Only recently Latin America was experiencing the same poverty and the same despair. The enormous profits from oil, gas and other raw materials went to swell the coffers of Exxon and Shell while one Latino out of two lived below the poverty threshold, without being able to pay a doctor or a good school for the children. Everything started to change when Hugo Chavez nationalized oil, changed all the contracts with the multinationals, demanding that they pay taxes and that profits be shared. The following year $11.4 billion were paid into the State Treasury (for 20 years the figure was zero!) and this started the implementation of social programs: health care and school for everyone, doubling of the minimum wage, support for cooperatives and small businesses that create jobs. In Bolivia Evo Morales is doing the same thing. And the example is spreading. Will it reach the Mediterranean and the Middle East? When will there be an Arab Chavez or an Arab Evo? The courage of these masses of people who are rebelling deserves an organization and a leader who is honest and determined to see it through.

Real political democracy is impossible without social justice. In fact the two problems are intricately linked. No one sets up a dictatorship for pleasure or simple perversion. It is always to maintain the privileges of a small clique who grab all the wealth. The dictators are the employees of the multinationals.

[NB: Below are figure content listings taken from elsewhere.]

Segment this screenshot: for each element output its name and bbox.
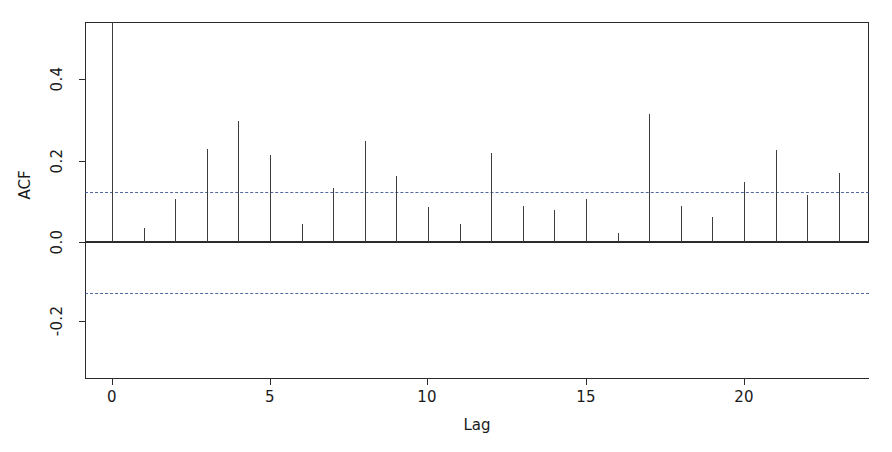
acf-stem-lag-11 xyxy=(460,224,461,242)
y-axis-line xyxy=(85,22,86,379)
y-tick-label-0.2: 0.2 xyxy=(48,149,66,174)
acf-stem-lag-8 xyxy=(365,141,366,242)
y-tick--0.2 xyxy=(79,321,85,322)
x-tick-label-5: 5 xyxy=(265,388,275,406)
acf-stem-lag-10 xyxy=(428,207,429,242)
acf-plot: 0.4 0.2 0.0 -0.2 0 5 10 15 20 Lag ACF xyxy=(0,0,892,452)
x-tick-15 xyxy=(586,379,587,385)
x-axis-line xyxy=(85,378,869,379)
y-tick-label--0.2: -0.2 xyxy=(48,306,66,336)
acf-stem-lag-12 xyxy=(491,153,492,242)
x-tick-20 xyxy=(744,379,745,385)
acf-stem-lag-19 xyxy=(712,217,713,242)
x-tick-label-20: 20 xyxy=(734,388,754,406)
acf-stem-lag-13 xyxy=(523,206,524,242)
acf-stem-lag-0 xyxy=(112,22,113,242)
plot-panel-border xyxy=(85,22,869,242)
x-tick-0 xyxy=(112,379,113,385)
acf-stem-lag-14 xyxy=(554,210,555,242)
y-tick-label-0.0: 0.0 xyxy=(48,230,66,255)
y-tick-0.2 xyxy=(79,161,85,162)
y-tick-label-0.4: 0.4 xyxy=(48,67,66,92)
acf-stem-lag-22 xyxy=(807,195,808,242)
x-tick-10 xyxy=(427,379,428,385)
acf-stem-lag-21 xyxy=(776,150,777,242)
acf-stem-lag-1 xyxy=(144,228,145,242)
zero-reference-line xyxy=(85,242,869,243)
acf-stem-lag-17 xyxy=(649,114,650,242)
acf-stem-lag-6 xyxy=(302,224,303,242)
acf-stem-lag-4 xyxy=(238,121,239,243)
y-tick-0.0 xyxy=(79,242,85,243)
acf-stem-lag-20 xyxy=(744,182,745,242)
acf-stem-lag-5 xyxy=(270,155,271,242)
y-tick-0.4 xyxy=(79,79,85,80)
y-axis-title: ACF xyxy=(16,170,34,199)
x-tick-label-15: 15 xyxy=(576,388,596,406)
x-tick-label-0: 0 xyxy=(107,388,117,406)
x-axis-title: Lag xyxy=(463,416,490,434)
confidence-upper-line xyxy=(85,192,869,193)
confidence-lower-line xyxy=(85,293,869,294)
acf-stem-lag-23 xyxy=(839,173,840,242)
acf-stem-lag-3 xyxy=(207,149,208,242)
acf-stem-lag-7 xyxy=(333,188,334,242)
acf-stem-lag-18 xyxy=(681,206,682,242)
acf-stem-lag-2 xyxy=(175,199,176,242)
x-tick-5 xyxy=(270,379,271,385)
acf-stem-lag-15 xyxy=(586,199,587,242)
acf-stem-lag-16 xyxy=(618,233,619,242)
x-tick-label-10: 10 xyxy=(417,388,437,406)
acf-stem-lag-9 xyxy=(396,176,397,242)
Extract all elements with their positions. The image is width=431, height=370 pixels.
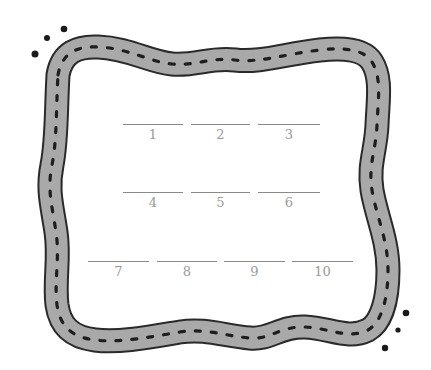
blank-4[interactable]: 4 [123,192,183,193]
blank-2[interactable]: 2 [191,124,250,125]
blank-label: 8 [157,265,217,279]
blank-label: 1 [123,128,183,142]
frame-band [50,47,388,341]
blank-label: 4 [123,196,183,210]
blank-label: 9 [224,265,285,279]
blank-7[interactable]: 7 [88,261,149,262]
frame-outline [50,47,388,341]
blank-label: 10 [292,265,353,279]
blank-6[interactable]: 6 [258,192,320,193]
blank-10[interactable]: 10 [292,261,353,262]
blank-label: 2 [191,128,250,142]
blank-9[interactable]: 9 [224,261,285,262]
blank-label: 3 [258,128,320,142]
wavy-frame-icon [0,0,431,370]
frame-dashes [50,47,388,341]
blank-label: 5 [191,196,250,210]
blank-8[interactable]: 8 [157,261,217,262]
blank-5[interactable]: 5 [191,192,250,193]
blank-label: 6 [258,196,320,210]
blank-1[interactable]: 1 [123,124,183,125]
blank-3[interactable]: 3 [258,124,320,125]
blank-label: 7 [88,265,149,279]
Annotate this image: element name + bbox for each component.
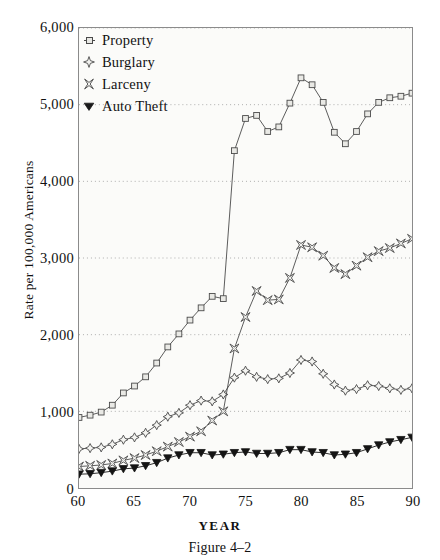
y-tick-6000: 6,000 bbox=[40, 19, 74, 36]
figure-caption: Figure 4–2 bbox=[0, 540, 440, 556]
x-tick-65: 65 bbox=[126, 493, 141, 510]
x-axis-title: YEAR bbox=[0, 518, 440, 534]
x-tick-70: 70 bbox=[182, 493, 197, 510]
legend-label-property: Property bbox=[102, 32, 154, 49]
x-axis-tick-labels: 60 65 70 75 80 85 90 bbox=[0, 493, 440, 515]
y-tick-2000: 2,000 bbox=[40, 327, 74, 344]
y-tick-3000: 3,000 bbox=[40, 250, 74, 267]
x-star-marker-icon bbox=[82, 77, 96, 91]
legend-item-larceny: Larceny bbox=[82, 74, 168, 94]
filled-triangle-marker-icon bbox=[82, 99, 96, 113]
x-tick-85: 85 bbox=[350, 493, 365, 510]
series-larceny bbox=[79, 234, 412, 471]
y-tick-1000: 1,000 bbox=[40, 404, 74, 421]
square-marker-icon bbox=[82, 33, 96, 47]
x-tick-90: 90 bbox=[405, 493, 420, 510]
x-tick-80: 80 bbox=[294, 493, 309, 510]
chart-legend: Property Burglary Larceny Auto Theft bbox=[82, 30, 168, 116]
figure-container: 0 1,000 2,000 3,000 4,000 5,000 6,000 Ra… bbox=[0, 0, 440, 560]
y-tick-5000: 5,000 bbox=[40, 96, 74, 113]
data-series-layer bbox=[79, 75, 412, 478]
series-burglary bbox=[79, 355, 412, 453]
legend-item-property: Property bbox=[82, 30, 168, 50]
legend-item-auto-theft: Auto Theft bbox=[82, 96, 168, 116]
legend-label-burglary: Burglary bbox=[102, 54, 155, 71]
legend-label-auto-theft: Auto Theft bbox=[102, 98, 168, 115]
legend-label-larceny: Larceny bbox=[102, 76, 151, 93]
y-tick-4000: 4,000 bbox=[40, 173, 74, 190]
legend-item-burglary: Burglary bbox=[82, 52, 168, 72]
four-point-star-marker-icon bbox=[82, 55, 96, 69]
y-axis-title-wrap: Rate per 100,000 Americans bbox=[0, 0, 40, 560]
series-auto-theft bbox=[79, 434, 412, 478]
x-tick-75: 75 bbox=[238, 493, 253, 510]
x-tick-60: 60 bbox=[70, 493, 85, 510]
y-axis-title: Rate per 100,000 Americans bbox=[21, 125, 37, 355]
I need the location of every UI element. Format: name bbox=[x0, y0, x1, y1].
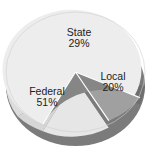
pie-chart-figure: State 29% Local 20% Federal 51% bbox=[0, 0, 151, 157]
pie-chart-canvas bbox=[0, 0, 151, 157]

Five years ago, Védrine, former French minister of foreign affairs, had the gall to claim that Arab people were not ready for democracy. This theory remains dominant among a French elite who, more or less openly practice anti-Arab Islamophobia. In fact, it is France that is not ready for democracy. It is France who massacred the Tunisians in 1937 and 1952 and the Moroccans in 1945. It is France that has led a long and bloody war to stop the Algerians from exercising their legitimate right to sovereignty. It is France who, through a statement by their revisionist president, refused to recognize its crimes and pay its debts to the Arabs and the Africans. It is France who protected Ben Ali right up until he got on to the plane that took him away. It is France who has imposed and maintained the worst tyrants in Africa.

The current anti-Muslim racism kills two birds with one stone. First, in Europe, it divides the workers according to their origin, and while there is all this fantasizing about the burqa, the employers happily attack wages, the conditions of work and the pensions of all the workers, with veils or without. Instead of wondering “But who imposed these dictators on them?” By reversing the victim and the guilty one, the former is demonized.

This is the fundamental debate and it depends on all of us to see that it is highlighted. Why the US, France & Co. – who have the word ‘democracy’ always on their lips –do not want real democracy? Because if the people can decide how to use their wealth and their work, then the privileges of the corrupt and the profiteers will be in great danger!

To hide their refusal of democracy, the US and their allies agitate in the media about the ‘Islamist peril’. Do we see them alerting us and leading huge media campaigns about the Islamists who are submissive to them like the odious regime of Saudi Arabia? Do we hear them excusing themselves for having financed the Islamists of Bin Laden in order to overturn a leftwing Afghan government that had emancipated the women?

Our world is changing very quickly. The decline of the US opens new prospects for the liberation of peoples. Great upheavals are likely. But what direction will they take? If they are to be positive, it depends on each of us circulating genuine information so the shameful stories of the past become known, so the secret strategies are unmasked. All this will help to establish a great debate, popular and international.

What kind of economy, and model of social justice do people really need? The official information on this issue is catastrophic. So if the debate is to be started and spread about, each of us has an important role to play. Information is the key.